The Negro Problem at Sub Zero, 4/25/98
A Live Review by Andrew Hamlin

It's very late, they're very tired, and they're third on the bill opening for some band they've never heard of. But Stew, who writes the songs for the Negro Problem, and Mark, who at least temporarily plays keyboards for them, have time for this installment of what I imagine is a multi-state (American plus head) argument of Gilgamesian proportions.

Stew: (flipping absently through the latest Stranger) "See, I figure, that once you get all the essential stuff for the last fifty or sixty years, beyond that, you got Bach, you got Haydn..."

Mark: "And Penderecki! Man--"

Stew: "No, no, wait! Bach is for melody, see and he's for creating the vocabulary. He created the vocabulary--"

Mark: "But in a hundred years, you're saying--"

Stew: "No, no huh-uh, listen! Bach is remembered because he created the vocabulary, and because the he wrote how people think! He wrote the way that people think, the structure," (running his finger emphatically down Stranger page 43, past Modest Mouse and over Gas Huffer) "And as much as I like Penderecki, he doesn't--"

Mark: "Or Varese."

Stew: "Yeah..."

Mark: "Varese was so in tune--"

Stew: "Varese's a better example, even, of what I'm trying to--"

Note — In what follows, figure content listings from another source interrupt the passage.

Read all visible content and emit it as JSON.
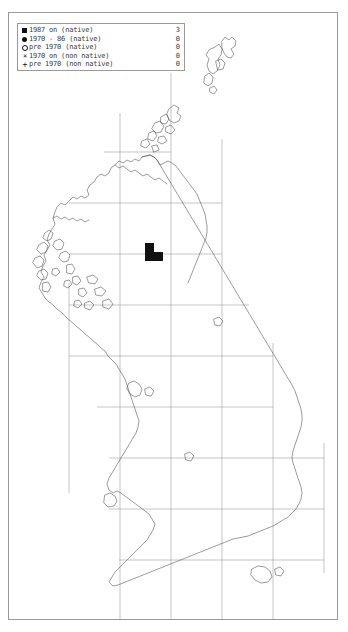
{
  "map": {
    "title": "UK and Ireland species distribution map",
    "region": "British Isles",
    "projection": "OSGB national grid",
    "grid": {
      "visible": true,
      "line_color": "#8b8b8b",
      "cell_size_px": 51,
      "vertical_lines_x": [
        18,
        69,
        120,
        171,
        222,
        273,
        324
      ],
      "horizontal_lines_y": [
        40,
        91,
        142,
        193,
        244,
        295,
        346,
        397,
        448,
        499,
        550,
        601
      ]
    },
    "frame": {
      "border_color": "#9a9a9a",
      "background": "#ffffff"
    }
  },
  "legend": {
    "border_color": "#9a9a9a",
    "text_color": "#3b3b3b",
    "rows": [
      {
        "symbol": "filled-square",
        "label": "1987 on (native)",
        "count": "3"
      },
      {
        "symbol": "filled-circle",
        "label": "1970 - 86 (native)",
        "count": "0"
      },
      {
        "symbol": "open-circle",
        "label": "pre 1970 (native)",
        "count": "0"
      },
      {
        "symbol": "cross-x",
        "label": "1970 on (non native)",
        "count": "0"
      },
      {
        "symbol": "plus",
        "label": "pre 1970 (non native)",
        "count": "0"
      }
    ]
  },
  "records": {
    "marker_color": "#111111",
    "marker_class": "1987 on (native)",
    "total": "3",
    "squares": [
      {
        "x": 145,
        "y": 243,
        "size": 9
      },
      {
        "x": 145,
        "y": 252,
        "size": 9
      },
      {
        "x": 154,
        "y": 252,
        "size": 9
      }
    ]
  }
}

Mark: "He had so much to say to what happens now--"

Stew: "Definitely, definitely--no, I've always felt that...I've always said that if Edgard Varese was around now, he would dig the Bomb Squad. He would be into the Bomb Squad. But he just doesn't write the way people think."

Over comes Charlie the drummer. "Hi, I'm Charlie."

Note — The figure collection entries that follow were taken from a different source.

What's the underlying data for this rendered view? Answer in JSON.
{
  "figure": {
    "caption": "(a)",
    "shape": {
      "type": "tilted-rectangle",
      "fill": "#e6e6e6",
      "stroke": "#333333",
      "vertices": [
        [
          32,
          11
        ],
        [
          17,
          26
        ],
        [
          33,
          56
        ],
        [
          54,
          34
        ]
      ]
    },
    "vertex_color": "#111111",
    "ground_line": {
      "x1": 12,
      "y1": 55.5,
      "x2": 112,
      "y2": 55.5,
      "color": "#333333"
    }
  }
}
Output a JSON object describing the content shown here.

"Hi Charlie, I'm Steve," says Mark. "I'd like to have sex with you."

The Negro Problem missed their 6:30 load-in and as late as 11:07 I don't think I'll see them. When I first catch sight of Stew he's conferring with a club honcho in his overcoat and what looks like an ornamented white mushroom sprouting from his head. Hats. Everyone must have one. Charlie wears a railroad engineer's cap.

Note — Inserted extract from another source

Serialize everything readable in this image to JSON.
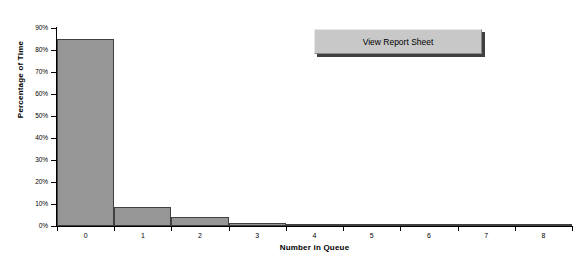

Temporary keyboardist Mark wears a faux-leopardskin fez. Okay, the bassist doesn't have a hat.

"Do you do cover versions?", I ask.

"A few," Stew nods. "Sometimes we do whole sets of cover versions. I like that. Lets people know where we come from. What they're gonna get."

"Do you do anything from Forever Changes by Love?" (That's the other classic album by an L.A. rock band featuring a black leader, Arthur Lee. Buy it today.)

"We do one, actually--these people asked us to be on a Love tribute album, and we always get compared to that, so we're trying to...my point is they always talk about the psychedelic thing, and my point is, Arthur Lee could have been in NWA. And they probably won't put it on the album. We're making it as hip-hop as possible."

Which one is it?

"The Red Telephone."

After four cups Pabst on my part, I tiptoe into the Sub Zero's ballroom as the band finishes setting up the gear. (The club still has the turnstiles from its past incarnation at the Off-Ramp, but I sneak a peak at the men's bathroom, and while it has the grimed-over patina of heavy use with weekly, if that, wipedowns, but it was no longer, as it was when this club was the Off-Ramp, the Scariest Men's Room on the West Coast, a men's room to make leapfrogging out the front door into the alley to your left a plausible option).

The Negro Problem don't understand what they're doing on a bill with three "heavy metal bands" (though they do eventually concede that one of them sounds more like New Wave), but in their own thirty minutes they oscillate through plaintive harmonies (even the drummer sings), goofy Zappa/Squirrels-esque falsettos and mock-pompous military marching beats and chiming pop riffs, all held together with the essential melancholy of the lushest psychedelia. Stew can squeeze five emotions out of four syllables--"sub-ma-riiiiiine, down"--or weave beautiful resignation out of longer lines: "You can't fight City Hall/Except with a bomb/You can't fight the hand that bleeds you/Now come on home, brother/You can't fight City Hall/Except with your mamma."

I wave goodbye to their manager, stuff my Post-Minstrel Syndrome CD (Aerial Flipout Records), and run for a bus with a belly full of Pabst.